After his departure Tom Gatliffe remained in the front drawing-room a prey to a thousand conflicting thoughts.

The unexpected and singular encounter that had taken place was altogether of such an extraordinary nature that he seemed bewildered and perplexed.

He had never for a moment imagined that Peace had been pursuing a lawless career, and the sudden discovery he made that night fell like a thunderbolt upon him.

Gatliffe was a young man of the strictest integrity, of the highest moral rectitude, and he felt supremely miserable when he reflected upon the incriminating facts, which had been made but too painfully manifest, in connection with his schoolfellow Peace.

He would have given half he was possessed of not to have been in the house at the time of the burglary.

Generous, kind-hearted, and forgiving as he was by nature, he found it impossible to blast the prospects of one whom he had known, almost on what might be termed the threshold of existence.

He glanced at the burglar’s bag, which contained so many valuable articles, and, as he did so, a shudder passed through his frame.

“I fear this is not his first offence,” he murmured, shaking his head sadly. “Young as he is he may possibly be old in crime; but perhaps I do him wrong, yet he was certainly disguised in so cunning and complete a manner that few besides myself would have known him. Certainly his disguise was perhaps the most surprising part of the whole business. Oh! this is all very terrible. I feel wretchedly depressed.”

Footsteps were now heard ascending the stairs, and in another moment the servant girl entered the room. She was accompanied by an inspector of the police and a constable.

“Where is the prisoner?” said the inspector.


▸ Brief:
Keep the wording of every entry intact in your copy, and omit the pictures.

▸ Input:
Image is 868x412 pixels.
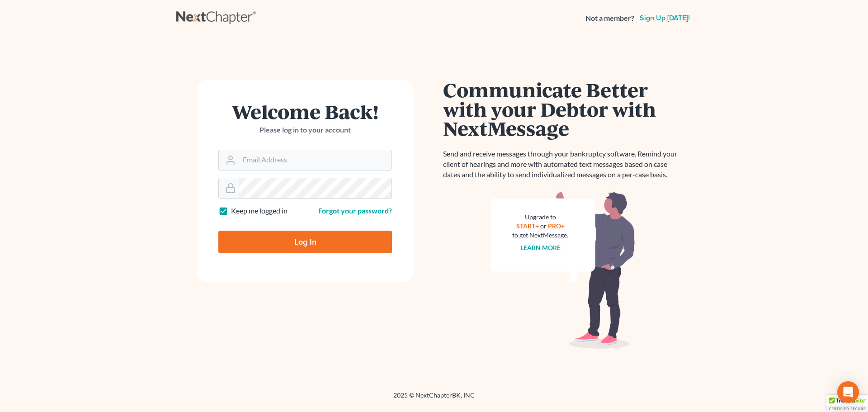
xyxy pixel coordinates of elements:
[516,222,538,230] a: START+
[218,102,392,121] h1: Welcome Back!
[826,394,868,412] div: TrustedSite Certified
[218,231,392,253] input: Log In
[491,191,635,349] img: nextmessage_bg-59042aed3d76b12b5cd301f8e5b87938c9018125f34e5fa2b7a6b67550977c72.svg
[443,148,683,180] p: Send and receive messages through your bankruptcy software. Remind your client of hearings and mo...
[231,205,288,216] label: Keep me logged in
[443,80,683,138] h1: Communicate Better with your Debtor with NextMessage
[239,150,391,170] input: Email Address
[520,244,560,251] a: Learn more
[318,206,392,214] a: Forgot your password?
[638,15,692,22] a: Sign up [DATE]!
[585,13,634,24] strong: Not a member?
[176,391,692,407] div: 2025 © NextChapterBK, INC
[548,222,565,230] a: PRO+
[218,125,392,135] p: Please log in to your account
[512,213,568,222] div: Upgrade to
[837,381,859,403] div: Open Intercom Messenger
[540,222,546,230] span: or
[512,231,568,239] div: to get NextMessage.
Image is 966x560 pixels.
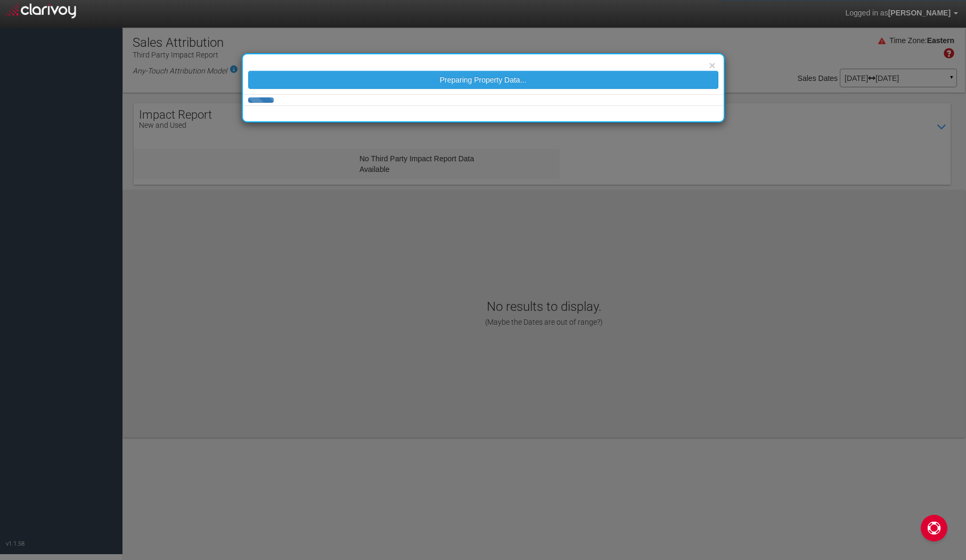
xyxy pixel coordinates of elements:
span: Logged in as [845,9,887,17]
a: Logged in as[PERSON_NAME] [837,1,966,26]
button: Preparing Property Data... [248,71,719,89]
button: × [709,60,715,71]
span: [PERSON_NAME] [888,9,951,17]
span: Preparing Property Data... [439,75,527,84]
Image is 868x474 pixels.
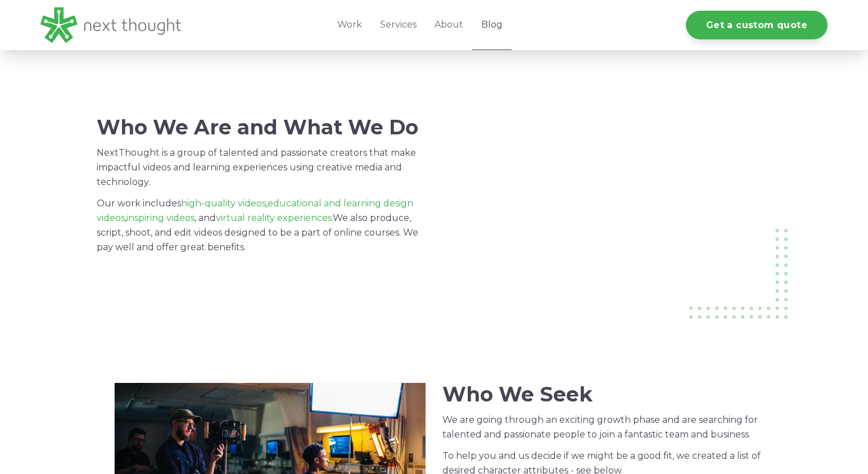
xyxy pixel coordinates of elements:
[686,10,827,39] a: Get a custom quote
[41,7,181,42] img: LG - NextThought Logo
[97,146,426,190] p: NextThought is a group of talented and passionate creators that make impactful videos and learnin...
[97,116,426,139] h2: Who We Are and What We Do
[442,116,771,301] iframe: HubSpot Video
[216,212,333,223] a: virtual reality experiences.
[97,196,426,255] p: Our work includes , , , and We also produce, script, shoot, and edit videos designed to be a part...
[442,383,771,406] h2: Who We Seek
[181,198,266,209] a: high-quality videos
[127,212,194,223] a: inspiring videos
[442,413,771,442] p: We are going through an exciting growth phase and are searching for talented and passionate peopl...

▸ Output for this exercise:
Image is 868x412 pixels.
xyxy pixel coordinates of elements:
[516,222,538,230] a: START+
[218,102,392,121] h1: Welcome Back!
[826,394,868,412] div: TrustedSite Certified
[218,231,392,253] input: Log In
[491,191,635,349] img: nextmessage_bg-59042aed3d76b12b5cd301f8e5b87938c9018125f34e5fa2b7a6b67550977c72.svg
[443,148,683,180] p: Send and receive messages through your bankruptcy software. Remind your client of hearings and mo...
[231,205,288,216] label: Keep me logged in
[443,80,683,138] h1: Communicate Better with your Debtor with NextMessage
[239,150,391,170] input: Email Address
[520,244,560,251] a: Learn more
[318,206,392,214] a: Forgot your password?
[638,15,692,22] a: Sign up [DATE]!
[585,13,634,24] strong: Not a member?
[176,391,692,407] div: 2025 © NextChapterBK, INC
[548,222,565,230] a: PRO+
[218,125,392,135] p: Please log in to your account
[512,213,568,222] div: Upgrade to
[837,381,859,403] div: Open Intercom Messenger
[540,222,546,230] span: or
[512,231,568,239] div: to get NextMessage.
Image is 966x560 pixels.
xyxy pixel coordinates of elements:
span: Logged in as [845,9,887,17]
a: Logged in as[PERSON_NAME] [837,1,966,26]
button: Preparing Property Data... [248,71,719,89]
button: × [709,60,715,71]
span: [PERSON_NAME] [888,9,951,17]
span: Preparing Property Data... [439,75,527,84]
Image is 868x474 pixels.
xyxy pixel coordinates of elements:
[686,10,827,39] a: Get a custom quote
[41,7,181,42] img: LG - NextThought Logo
[97,146,426,190] p: NextThought is a group of talented and passionate creators that make impactful videos and learnin...
[97,116,426,139] h2: Who We Are and What We Do
[442,116,771,301] iframe: HubSpot Video
[216,212,333,223] a: virtual reality experiences.
[97,196,426,255] p: Our work includes , , , and We also produce, script, shoot, and edit videos designed to be a part...
[442,383,771,406] h2: Who We Seek
[181,198,266,209] a: high-quality videos
[127,212,194,223] a: inspiring videos
[442,413,771,442] p: We are going through an exciting growth phase and are searching for talented and passionate peopl...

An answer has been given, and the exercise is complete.